Vignette 9/52. The fake and the real.

To design a desk which may cost $1,000 is easy for a furniture designer, but to design a functional and good desk which shall cost $50 can only be done by the very best.”

  • from Ikea Founder Ingvar Kamprad

Me: “Listen, we just have to pick up pillows and some towels. Let’s go directly to that area and get the f%$& out of here.”

Joey: “But mom, we HAVE to see the showrooms.”

She had a point. We probably visit Ikea once every year, maybe even less frequently. Chris had firm boundaries on this visit though: no vases and definitely no candles. (Twenty-six years with me and he knows my weaknesses. I am sure he would have added ‘no shelves where assembly would risk divorce’ but there is no room in the luggage AND we have learned that lesson the hard way.)

I noticed that everyone had a spring in their step as we approached the entrance.

Why does Ikea bring us joy?

We celebrated AJ’s 2nd and her 20th birthdays at Ikea. At the time of her second birthday, we were broke. The food was cheap and she saw the toy area as a magical place and stuffies were $1.50. For her twentieth birthday, we went for nostalgic reasons (and she was moving into her first home and towels were $1.50).

Is it the cutely-designed showrooms? We sit marvel how ridiculously organized the rooms are, the furniture placement and choice, and the small space efficiency.

I even nursed one of the kids in a rocking chair and fell asleep because the room felt so cozy except for the strangers passing by that I hardly noticed because I was so sleep-deprived.

These are all make-believe spaces without the realness of life. We sit around the pretend kitchen island and imagine cooking together without the sibling arguments over how to cut a tomato properly. We try the beds feeling the comfort of the mattress without turning over and giving our partner the cold shoulder treatment. We sit in the living rooms without ever having a difficult conversation. No doors are slammed. No crying over split milk.

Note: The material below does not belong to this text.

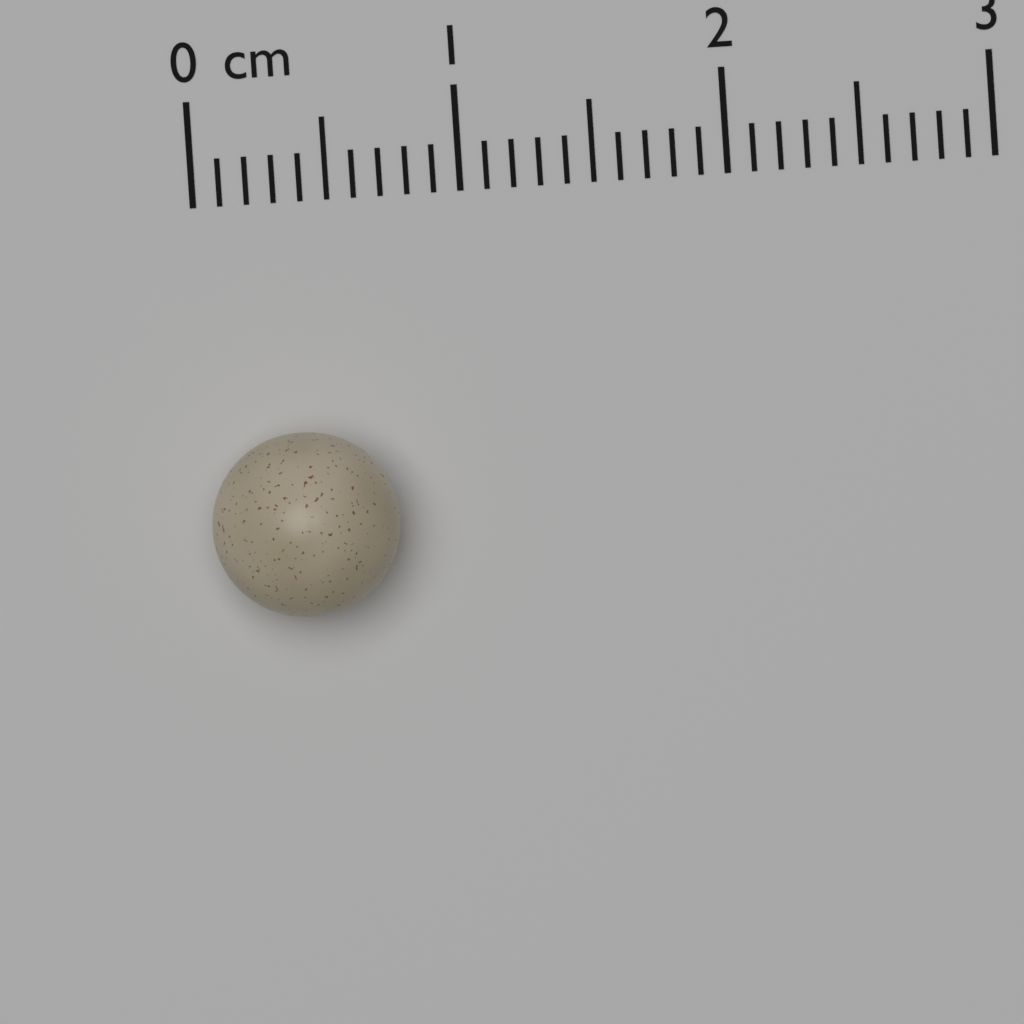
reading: 0.7 cm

I remember setting up an “Ikea” family room in our old house. We had the sofa, vases and candles of course, and as a couple, we had just recovered from assembling the shelf together. The kids all cuddled on the sofa and it felt like the showroom for maybe three minutes. Then there was the fighting over who sits next to me, the mess of toys on the floor, and of course, the spilt milk and all the crying.

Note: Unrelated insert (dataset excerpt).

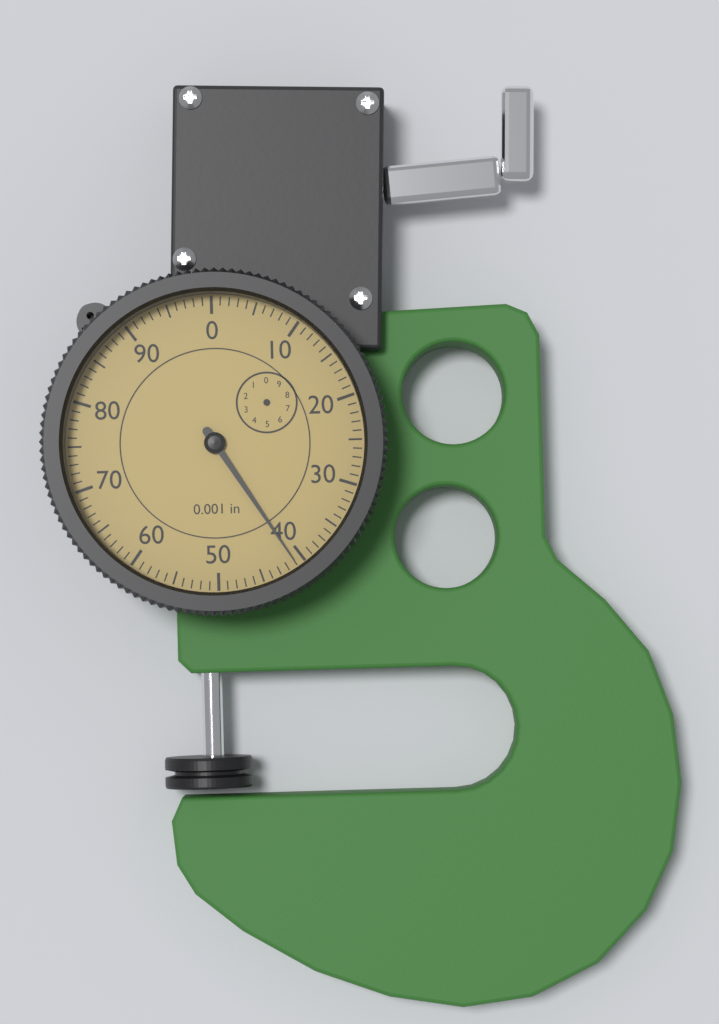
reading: 41 0.001 in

Today our jungle home is miles away from those clean and pristine Ikea showrooms. After six weeks away, we were happy that we came back while there was still an hour of daylight to scrub the the lizard shit, cat hair, parts of dead things, and cobwebs in the rooms.

I see the looks on the kids’ faces. I see their longing for the artificial showrooms as they sweep and wipe. I see their faces of disgust and despair as they complain about the smell of mold and animal in their rooms.

This is not an Ikea moment. Or is it?

I race downstairs and tear through our dozen duffel bags of presents, supplies, and flip flops we have brought back. I find the duffel bag and yell to the crew, “I found the Ikea vanilla-scented tea lights!”

Chris gives me a look that says “I thought I said no candles?” which softens quickly as he sees the kids race downstairs to grab all things Ikea – the candles, the new sheets, the new pillows, the new bedroom lights. They set up a corner in their room with the new lights and the candles as the sun starts to go down and they scrub with new gusto and determination.

Sometimes it’s ok to fake it until you make it.